Abstract

The recovery of information from indirect measurements takes different forms depending on the sophistication with which the process being researched can be modelled mathematically. The forms range from (1) the historical and classical inverse problems regularization situation where explicit models which guaranteed existence and uniqueness have been formulated, through (2) situations where model formulation is performed implicitly as a calibration-and-prediction ansatz, to (3) the exploratory (biology) situation where the underlying mechanism is unknown and constraining information about its dynamics is being sought through appropriate experimentation. Each represents a different aspect of the solution of inverse problems. It is the nature of the exploratory form that is discussed in this paper. The focus is the causal modelling of regulated promoter switching experiments performed to understand the dynamics of the genetic control of various biological developmental processes such as vernalization in plants; in particular, regulated promoter switching experiments used to examine the relationship between FLC transcription activity and the associated histone H3 lysine 27 trimethylation at a vernalization-responsive gene in plants. Using a causal representation with Kohlrausch function fading memory, it is shown how such modelling can be used to quantitatively assess the closeness of the linking of one biological process with another, and, in particular, to conclude that the dynamics of FLC transcription and associated H3K27me3 activity are closely linked biologically.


**Task directions:**
Every line in the data below has to be repeated exactly; no picture belongs in the result.

**Figure content listings:**
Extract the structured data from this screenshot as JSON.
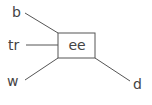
{
  "diagram": {
    "type": "graph",
    "center_node": {
      "id": "ee",
      "label": "ee",
      "shape": "rectangle"
    },
    "leaf_nodes": [
      {
        "id": "b",
        "label": "b",
        "position": "top-left"
      },
      {
        "id": "tr",
        "label": "tr",
        "position": "left"
      },
      {
        "id": "w",
        "label": "w",
        "position": "bottom-left"
      },
      {
        "id": "d",
        "label": "d",
        "position": "bottom-right"
      }
    ],
    "edges": [
      {
        "from": "b",
        "to": "ee"
      },
      {
        "from": "tr",
        "to": "ee"
      },
      {
        "from": "w",
        "to": "ee"
      },
      {
        "from": "ee",
        "to": "d"
      }
    ],
    "colors": {
      "line": "#555555",
      "text": "#444444",
      "background": "#ffffff"
    }
  }
}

**Solved exercise:**
Extract the structured data from this screenshot as JSON.
{
  "diagram": {
    "type": "graph",
    "center_node": {
      "id": "ee",
      "label": "ee",
      "shape": "rectangle"
    },
    "leaf_nodes": [
      {
        "id": "b",
        "label": "b",
        "position": "top-left"
      },
      {
        "id": "tr",
        "label": "tr",
        "position": "left"
      },
      {
        "id": "w",
        "label": "w",
        "position": "bottom-left"
      },
      {
        "id": "d",
        "label": "d",
        "position": "bottom-right"
      }
    ],
    "edges": [
      {
        "from": "b",
        "to": "ee"
      },
      {
        "from": "tr",
        "to": "ee"
      },
      {
        "from": "w",
        "to": "ee"
      },
      {
        "from": "ee",
        "to": "d"
      }
    ],
    "colors": {
      "line": "#555555",
      "text": "#444444",
      "background": "#ffffff"
    }
  }
}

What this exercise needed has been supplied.